A Polish folk music film that becomes an episodic,
torturous, damaging love story that at times feels like a 50s style news reel
and at other the French new wave. Cold
War is exceptional. Quietly powerful, quietly unsettling and completely
mesmerising.
The film begins in Poland, at the close of the WWII as a
folk music troupe is created to tour the country and the continent spreading a bucolic
message of Poland. Success brings attention and soon the powerful begin to
influence the routines as images of Stalin and songs of Poland’s strengths are
embedded into the rural folk songs of its people’s history. There is a dangerous
authority at work behind the scenes.
From Poland we go on to see Berlin and Paris, the latter
shot to feel electric, with doorways and window frames offering vistas onto the
perpetually moving city. Through one window, while our piano player rests, a
woman moves around her apartment across the courtyard. It all feels so real.
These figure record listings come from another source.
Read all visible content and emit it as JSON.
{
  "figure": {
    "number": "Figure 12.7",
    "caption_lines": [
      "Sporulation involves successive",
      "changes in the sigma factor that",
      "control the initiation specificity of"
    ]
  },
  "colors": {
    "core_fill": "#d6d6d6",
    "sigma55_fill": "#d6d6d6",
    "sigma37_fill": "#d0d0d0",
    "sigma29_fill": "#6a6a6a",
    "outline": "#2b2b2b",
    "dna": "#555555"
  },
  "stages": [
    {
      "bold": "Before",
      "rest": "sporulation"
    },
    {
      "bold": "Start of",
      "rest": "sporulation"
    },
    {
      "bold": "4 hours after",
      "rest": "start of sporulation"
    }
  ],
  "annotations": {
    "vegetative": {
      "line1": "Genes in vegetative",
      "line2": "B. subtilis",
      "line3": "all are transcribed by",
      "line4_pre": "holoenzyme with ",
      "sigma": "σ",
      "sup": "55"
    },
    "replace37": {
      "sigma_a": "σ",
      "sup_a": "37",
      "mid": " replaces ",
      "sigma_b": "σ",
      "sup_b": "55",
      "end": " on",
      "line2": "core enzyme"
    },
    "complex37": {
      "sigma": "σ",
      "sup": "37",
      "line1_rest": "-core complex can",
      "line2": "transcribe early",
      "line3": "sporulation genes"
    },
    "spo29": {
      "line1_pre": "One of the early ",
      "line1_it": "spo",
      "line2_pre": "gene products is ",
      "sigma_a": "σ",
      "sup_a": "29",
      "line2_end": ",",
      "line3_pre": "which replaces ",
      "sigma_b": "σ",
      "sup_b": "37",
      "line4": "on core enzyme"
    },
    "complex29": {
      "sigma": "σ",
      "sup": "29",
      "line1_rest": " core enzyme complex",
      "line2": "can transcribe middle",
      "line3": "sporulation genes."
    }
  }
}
It
is all shot so beautifully, the whole film is crisp black and white, a 4:3 aspect
ratio enhancing the sensation of the past, yet also closing in the film’s
damaged lovers. Life explodes around them, yet there is no escape for either. And
they are magnetic. Film stars in the sense that one cannot look away. Their
transformations are significant, but evolve organically and the episodic nature
of the narrative never detracts from our attachment to these two. In fact, in
enhances it as questions are left unanswered, investing us further into this
world.
Cold War does so
much, so well in such a short space of time. It is simply stunning filmmaking.